All three lathes were in use at Burcot Woodturners’ second Hands On and Turning Clinic of the year, a sharp sign that hands-on coaching is still drawing interest at the club. Members were not just watching from the sidelines. They were taking turns at the machines, with Trevor Cocks guiding people through apples and pears, Tony Jones coaching a novice turner on a garden dibber, and AWGB Midland representative Barrie Fisher showing how paint and sand can be used to decorate a finished piece.
The evening also stretched beyond basic shaping. Mike Crocket and Ray Muggleton were on hand with pyrography demonstrations, adding surface work to a night already built around practical learning. The club said members were encouraged to try the equipment themselves, and the report made clear how quickly good results can come when the right person is standing beside the lathe. For clubs looking to keep newer turners engaged, the format was a clear reminder that a live demo, immediate feedback and a turn at the tool can do more than a lecture ever could.

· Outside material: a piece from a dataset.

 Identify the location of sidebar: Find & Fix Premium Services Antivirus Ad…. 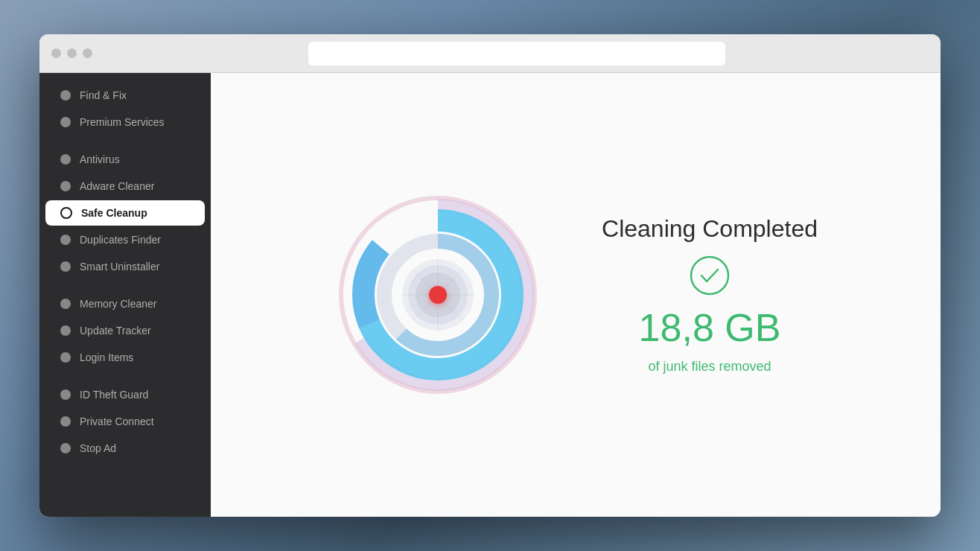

Before the lathes started turning, chairman Richard Pinches used the club night to recognize one of Burcot’s longest-serving members. Bryan Newman was announced as an Honorary Member ahead of his 90th birthday on May 21. Newman has been with Burcot Woodturners for 25 years, served on the committee for part of that time, looked after the club library and helped at outside events that introduced the club to the public. That recognition fit a club that has built its identity on continuity as much as demonstration, with volunteer effort supporting both the social side and the skills side of the craft.
Burcot Woodturners was formed in 1997 and affiliated with the Association of Woodturners of Great Britain in 1998. The club says it has long brought together woodturners of all abilities, and it welcomes members from other clubs to its nights at Burcot Village Hall, near Bromsgrove. That open-door approach was on display again after a busy stretch for the club at Woodworks at Daventry on May 1 and 2, where 14 members attended each day at Daventry Leisure Centre and came away with new contacts, fresh ideas and a look at work by Kez Halliday.
The turnout at March’s Hands On and Turning Clinic, which drew more than 60 members and visitors, suggests the formula is working. With demonstrations at the lathe, surface decoration, mentoring and a club library veteran being honored in the same evening, Burcot showed how a local turning club can keep both its skills and its community in motion.